Listener as Operator
Howard Slater
Our favourite Lancashire-born autodictact asks what’s political about the tension between the individual and the collective in free jazz.
Arika have been creating events since 2001. The Archive is space to share the documentation of our work, over 600 events from the past 20 years. Browse the archive by event, artists and collections, explore using theme pairs, or use the index for a comprehensive overview.
Our favourite Lancashire-born autodictact asks what’s political about the tension between the individual and the collective in free jazz.
Vajra are a Japanese psychedelic rock supergroup, hewn from the collective consciousness of Fushitsusha’s Keiji Haino, folk radical Kan Mikami and percussionist Toshiaki Ishitsuka.
Includes: street portraits of kids in 1930’s Dakota, a mysterious foggy pilgrimage, a swarm of time-lapsed consumers, a stereoscopic analysis of mill life, up close and personal in a Lighting Bolt mosh pit.
We’ll look at the language and politics of what gets ‘mental health’ and consider more holistic understandings of experiences that honour the connection between mind/body/soul, and that acknowledge social and political context.
Includes: tamed TV snow, video feedback of racing particles, a remake of a polish photogram film destroyed in WWII, a visual and aural representation of Gestalt theory, hole-punched film and Guy Sherwin’s Cycles 3 double-projection.
The reknowned artist Kjell Bjørgeengen works collaboratively with innovative musicians to make complex installations. Channels of flickering light are produced in response to and from sound.
Offering a crip grief transformation and witness altar. A place to sit and breathe, remember our dead, wash our hands and leave offerings to and for loved ones we’ve lost – and for ourselves. Expect fire and a little bit of smoke. Concluding with a D/deaf centered social space with conversational interpreters available for those who do not speak ASL.
Conceptual choreography as critique, in Ligia’s film of Caribbean plots and scandals, and the possibilities of anti-colonial revenge, rest and repair.
Akio Suzuki and John Butcher performing in a large multi chambered industrial ice house.
Two bottomless brunch writing workshops—with readings—speculating the relationship between space, infrastructure, technologies and sex.
Folk poet, actor and bon viveur Kan Mikami in duo with Jojo Hiroshige, a founding member of Japanese Noise band Hijokaidan.
Solo by Jean-Philippe Gross, a French electro-acoustic improviser, working with mixing board, cheap mics, small speakers and an analog synth, built around a honed interest in feedback.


* [Problem description]
Using the data below, return every line that holds the word "Currently".

- - - - -

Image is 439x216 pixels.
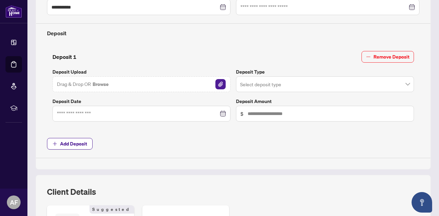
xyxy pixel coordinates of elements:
span: $ [240,110,244,118]
span: Suggested [90,206,134,214]
h4: Deposit [47,29,420,37]
label: Deposit Upload [52,68,231,76]
label: Deposit Type [236,68,414,76]
button: Add Deposit [47,138,93,150]
span: Drag & Drop OR BrowseFile Attachement [52,77,231,92]
label: Deposit Amount [236,98,414,105]
label: Deposit Date [52,98,231,105]
span: AF [10,198,18,208]
h2: Client Details [47,187,96,198]
span: plus [52,142,57,146]
h4: Deposit 1 [52,53,77,61]
button: Remove Deposit [362,51,414,63]
button: Open asap [412,192,432,213]
img: File Attachement [215,79,226,90]
span: Add Deposit [60,139,87,150]
button: Browse [92,80,109,89]
img: logo [5,5,22,18]
span: Drag & Drop OR [57,80,109,89]
span: Remove Deposit [374,51,410,62]
span: minus [366,55,371,59]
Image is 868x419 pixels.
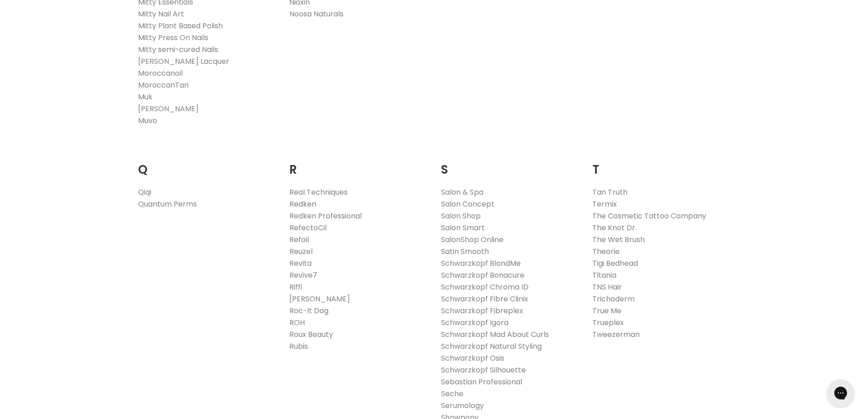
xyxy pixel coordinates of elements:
a: Refoil [289,234,309,245]
a: Moroccanoil [138,68,183,79]
h2: R [289,148,428,179]
a: Sebastian Professional [441,377,522,387]
a: Real Techniques [289,187,348,198]
a: Salon Smart [441,223,484,233]
a: Qiqi [138,187,151,198]
a: [PERSON_NAME] Lacquer [138,56,229,66]
a: Satin Smooth [441,246,489,257]
a: Reuzel [289,246,313,257]
a: Trueplex [592,317,624,328]
h2: Q [138,148,276,179]
a: The Knot Dr. [592,223,637,233]
a: Mitty Plant Based Polish [138,21,223,31]
a: Schwarzkopf Bonacure [441,270,525,281]
a: Schwarzkopf Osis [441,353,505,363]
a: ROH [289,317,305,328]
a: Riffi [289,282,302,292]
a: Schwarzkopf BlondMe [441,258,521,268]
a: Tweezerman [592,329,639,340]
a: Mitty Press On Nails [138,32,208,43]
a: Schwarzkopf Chroma ID [441,282,528,292]
a: [PERSON_NAME] [289,293,350,304]
h2: S [441,148,579,179]
a: Quantum Perms [138,199,197,209]
iframe: Gorgias live chat messenger [822,376,859,410]
a: Schwarzkopf Natural Styling [441,341,542,351]
a: Schwarzkopf Fibre Clinix [441,293,528,304]
a: Noosa Naturals [289,9,343,19]
a: Seche [441,388,463,399]
a: Roc-It Dog [289,306,328,316]
a: Serumology [441,400,484,411]
a: SalonShop Online [441,234,503,245]
a: Schwarzkopf Mad About Curls [441,329,549,340]
a: Salon Shop [441,211,481,221]
a: Roux Beauty [289,329,333,340]
a: Mitty Nail Art [138,9,184,19]
a: RefectoCil [289,223,327,233]
a: TNS Hair [592,282,622,292]
a: Trichoderm [592,293,634,304]
a: Revive7 [289,270,317,281]
a: Titania [592,270,617,281]
a: Redken [289,199,316,209]
a: Rubis [289,341,308,351]
a: Schwarzkopf Silhouette [441,365,526,375]
a: Schwarzkopf Igora [441,317,508,328]
a: The Cosmetic Tattoo Company [592,211,706,221]
a: Salon & Spa [441,187,483,198]
a: The Wet Brush [592,234,644,245]
a: Salon Concept [441,199,494,209]
a: Termix [592,199,617,209]
a: [PERSON_NAME] [138,104,198,114]
a: Muvo [138,115,157,126]
a: Muk [138,91,153,102]
a: Revita [289,258,312,268]
a: Tan Truth [592,187,627,198]
a: True Me [592,306,622,316]
a: Mitty semi-cured Nails [138,44,218,55]
a: Theorie [592,246,619,257]
a: Tigi Bedhead [592,258,638,268]
a: MoroccanTan [138,80,188,90]
a: Redken Professional [289,211,362,221]
h2: T [592,148,730,179]
a: Schwarzkopf Fibreplex [441,306,523,316]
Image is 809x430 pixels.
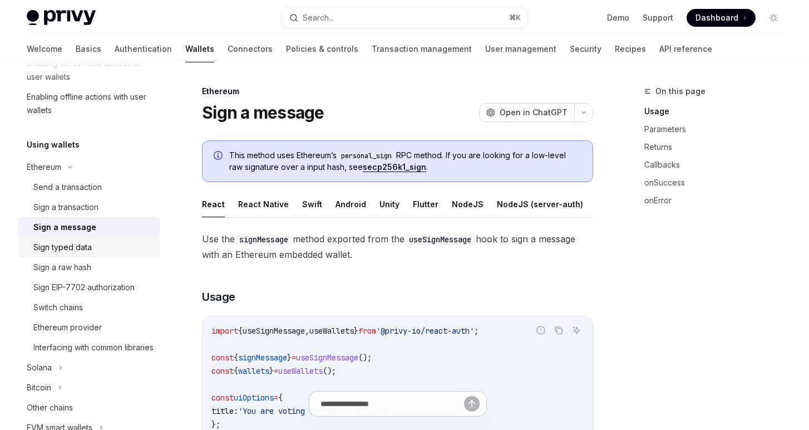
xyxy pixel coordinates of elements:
[18,217,160,237] a: Sign a message
[202,191,225,217] button: React
[115,36,172,62] a: Authentication
[33,341,154,354] div: Interfacing with common libraries
[27,10,96,26] img: light logo
[645,102,792,120] a: Usage
[607,12,630,23] a: Demo
[214,151,225,162] svg: Info
[27,160,61,174] div: Ethereum
[238,326,243,336] span: {
[474,326,479,336] span: ;
[18,297,160,317] a: Switch chains
[234,366,238,376] span: {
[282,8,528,28] button: Search...⌘K
[464,396,480,411] button: Send message
[27,401,73,414] div: Other chains
[645,174,792,192] a: onSuccess
[202,289,235,305] span: Usage
[274,366,278,376] span: =
[292,352,296,362] span: =
[278,366,323,376] span: useWallets
[212,352,234,362] span: const
[286,36,359,62] a: Policies & controls
[76,36,101,62] a: Basics
[33,240,92,254] div: Sign typed data
[18,277,160,297] a: Sign EIP-7702 authorization
[18,377,160,397] button: Bitcoin
[202,231,593,262] span: Use the method exported from the hook to sign a message with an Ethereum embedded wallet.
[18,87,160,120] a: Enabling offline actions with user wallets
[212,366,234,376] span: const
[212,326,238,336] span: import
[27,138,80,151] h5: Using wallets
[229,150,582,173] span: This method uses Ethereum’s RPC method. If you are looking for a low-level raw signature over a i...
[323,366,336,376] span: ();
[18,237,160,257] a: Sign typed data
[380,191,400,217] button: Unity
[296,352,359,362] span: useSignMessage
[509,13,521,22] span: ⌘ K
[534,323,548,337] button: Report incorrect code
[33,321,102,334] div: Ethereum provider
[452,191,484,217] button: NodeJS
[238,366,269,376] span: wallets
[269,366,274,376] span: }
[645,120,792,138] a: Parameters
[305,326,310,336] span: ,
[27,36,62,62] a: Welcome
[687,9,756,27] a: Dashboard
[18,257,160,277] a: Sign a raw hash
[27,381,51,394] div: Bitcoin
[27,361,52,374] div: Solana
[18,357,160,377] button: Solana
[570,323,584,337] button: Ask AI
[228,36,273,62] a: Connectors
[18,317,160,337] a: Ethereum provider
[485,36,557,62] a: User management
[363,162,426,172] a: secp256k1_sign
[234,352,238,362] span: {
[696,12,739,23] span: Dashboard
[33,200,99,214] div: Sign a transaction
[656,85,706,98] span: On this page
[243,326,305,336] span: useSignMessage
[372,36,472,62] a: Transaction management
[645,156,792,174] a: Callbacks
[33,301,83,314] div: Switch chains
[202,86,593,97] div: Ethereum
[18,397,160,418] a: Other chains
[18,197,160,217] a: Sign a transaction
[185,36,214,62] a: Wallets
[479,103,575,122] button: Open in ChatGPT
[33,281,135,294] div: Sign EIP-7702 authorization
[235,233,293,246] code: signMessage
[202,102,325,122] h1: Sign a message
[645,138,792,156] a: Returns
[303,11,334,24] div: Search...
[238,191,289,217] button: React Native
[238,352,287,362] span: signMessage
[27,90,154,117] div: Enabling offline actions with user wallets
[33,180,102,194] div: Send a transaction
[413,191,439,217] button: Flutter
[359,352,372,362] span: ();
[354,326,359,336] span: }
[18,337,160,357] a: Interfacing with common libraries
[302,191,322,217] button: Swift
[336,191,366,217] button: Android
[287,352,292,362] span: }
[337,150,396,161] code: personal_sign
[33,261,91,274] div: Sign a raw hash
[645,192,792,209] a: onError
[310,326,354,336] span: useWallets
[497,191,583,217] button: NodeJS (server-auth)
[18,157,160,177] button: Ethereum
[376,326,474,336] span: '@privy-io/react-auth'
[359,326,376,336] span: from
[552,323,566,337] button: Copy the contents from the code block
[321,391,464,416] input: Ask a question...
[643,12,674,23] a: Support
[615,36,646,62] a: Recipes
[765,9,783,27] button: Toggle dark mode
[660,36,713,62] a: API reference
[33,220,96,234] div: Sign a message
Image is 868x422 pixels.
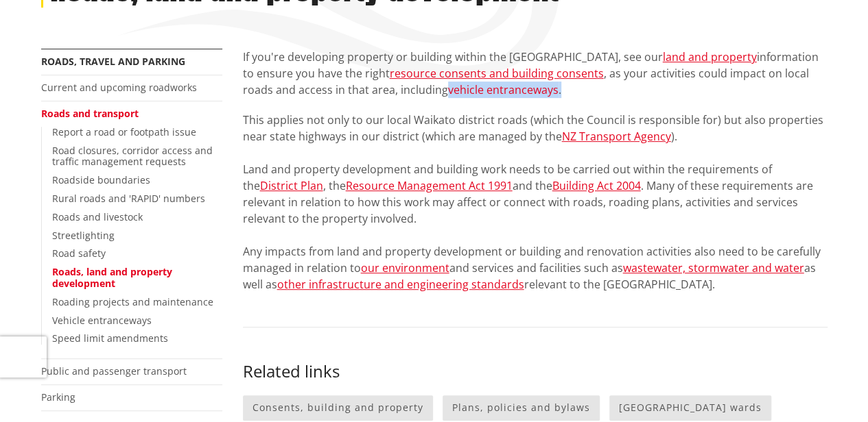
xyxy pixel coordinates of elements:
a: Roadside boundaries [52,174,150,186]
a: District Plan [260,179,324,194]
a: Road closures, corridor access and traffic management requests [52,144,213,168]
a: Building Act 2004 [552,179,640,194]
a: resource consents and building consents [389,66,604,81]
a: Report a road or footpath issue [52,125,197,138]
a: Rural roads and 'RAPID' numbers [52,192,205,205]
a: Plans, policies and bylaws [442,396,599,421]
a: land and property [663,50,756,65]
a: Parking [41,391,75,404]
a: our environment [361,260,450,275]
a: Streetlighting [52,229,115,242]
a: other infrastructure and engineering standards [277,277,524,292]
a: Consents, building and property [243,396,433,421]
a: Speed limit amendments [52,332,168,345]
a: Roading projects and maintenance [52,295,213,308]
a: Road safety [52,247,105,259]
iframe: Messenger Launcher [804,365,854,414]
a: Vehicle entranceways [52,314,151,327]
p: If you're developing property or building within the [GEOGRAPHIC_DATA], see our information to en... [243,49,828,98]
a: Roads, travel and parking [41,55,185,68]
a: Public and passenger transport [41,365,186,378]
a: vehicle entranceways [448,83,559,98]
a: [GEOGRAPHIC_DATA] wards [609,396,771,421]
p: This applies not only to our local Waikato district roads (which the Council is responsible for) ... [243,112,828,292]
a: Current and upcoming roadworks [41,81,197,94]
a: Roads, land and property development [52,265,172,289]
h3: Related links [243,362,828,382]
a: Roads and livestock [52,211,143,224]
a: wastewater, stormwater and water [623,260,804,275]
a: Resource Management Act 1991 [346,179,513,194]
a: Roads and transport [41,107,138,120]
a: NZ Transport Agency [561,129,671,144]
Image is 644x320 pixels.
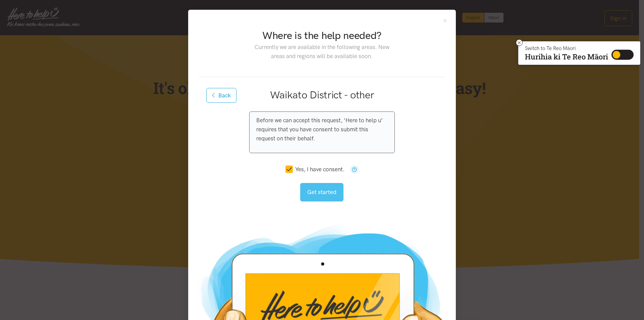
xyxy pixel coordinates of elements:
button: Back [206,88,236,103]
button: Close [442,18,448,24]
p: Currently we are available in the following areas. New areas and regions will be available soon. [249,42,394,61]
h2: Waikato District - other [209,88,435,102]
p: Switch to Te Reo Māori [525,46,608,51]
h2: Where is the help needed? [249,28,394,42]
p: Hurihia ki Te Reo Māori [525,54,608,60]
button: Get started [300,183,343,202]
label: Yes, I have consent. [285,167,344,172]
p: Before we can accept this request, ‘Here to help u’ requires that you have consent to submit this... [256,116,387,143]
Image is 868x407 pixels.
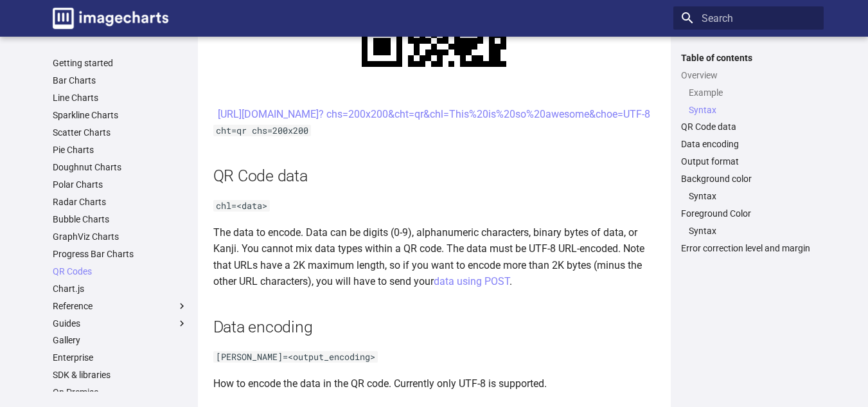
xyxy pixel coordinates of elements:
[214,225,656,290] p: The data to encode. Data can be digits (0-9), alphanumeric characters, binary bytes of data, or K...
[53,283,187,294] a: Chart.js
[689,190,816,202] a: Syntax
[681,225,816,236] nav: Foreground Color
[53,351,187,363] a: Enterprise
[674,6,824,30] input: Search
[53,334,187,346] a: Gallery
[689,104,816,116] a: Syntax
[214,165,656,187] h2: QR Code data
[434,275,510,287] a: data using POST
[689,87,816,98] a: Example
[681,173,816,185] a: Background color
[53,369,187,380] a: SDK & libraries
[53,265,187,277] a: QR Codes
[214,351,378,362] code: [PERSON_NAME]=<output_encoding>
[53,74,187,86] a: Bar Charts
[214,125,311,136] code: cht=qr chs=200x200
[689,225,816,236] a: Syntax
[214,200,270,211] code: chl=<data>
[674,52,824,63] label: Table of contents
[681,87,816,116] nav: Overview
[53,8,168,29] img: logo
[681,156,816,167] a: Output format
[53,317,187,329] label: Guides
[681,190,816,202] nav: Background color
[53,300,187,311] label: Reference
[53,196,187,207] a: Radar Charts
[53,231,187,242] a: GraphViz Charts
[48,3,174,34] a: Image-Charts documentation
[681,121,816,132] a: QR Code data
[681,70,816,81] a: Overview
[53,57,187,69] a: Getting started
[53,178,187,190] a: Polar Charts
[53,109,187,121] a: Sparkline Charts
[681,207,816,219] a: Foreground Color
[53,161,187,173] a: Doughnut Charts
[214,375,656,392] p: How to encode the data in the QR code. Currently only UTF-8 is supported.
[214,315,656,338] h2: Data encoding
[53,213,187,225] a: Bubble Charts
[53,386,187,398] a: On Premise
[674,52,824,254] nav: Table of contents
[681,138,816,149] a: Data encoding
[53,144,187,156] a: Pie Charts
[218,108,650,120] a: [URL][DOMAIN_NAME]? chs=200x200&cht=qr&chl=This%20is%20so%20awesome&choe=UTF-8
[53,127,187,138] a: Scatter Charts
[681,242,816,254] a: Error correction level and margin
[53,92,187,103] a: Line Charts
[53,248,187,260] a: Progress Bar Charts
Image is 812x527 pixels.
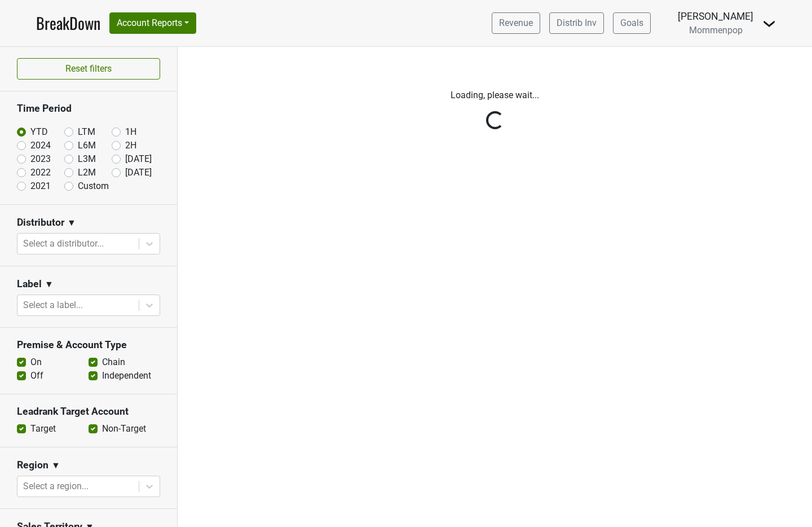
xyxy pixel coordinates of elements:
[689,25,742,36] span: Mommenpop
[549,13,604,34] a: Distrib Inv
[492,13,540,34] a: Revenue
[763,17,776,31] img: Dropdown Menu
[678,9,753,24] div: [PERSON_NAME]
[36,12,101,35] a: BreakDown
[109,13,196,34] button: Account Reports
[187,89,803,102] p: Loading, please wait...
[613,13,651,34] a: Goals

- - - - -

* [Written response]
p: Currently we are available in the following areas. New areas and regions will be available soon. [249,42,394,61]
[214,375,656,392] p: How to encode the data in the QR code. Currently only UTF-8 is supported.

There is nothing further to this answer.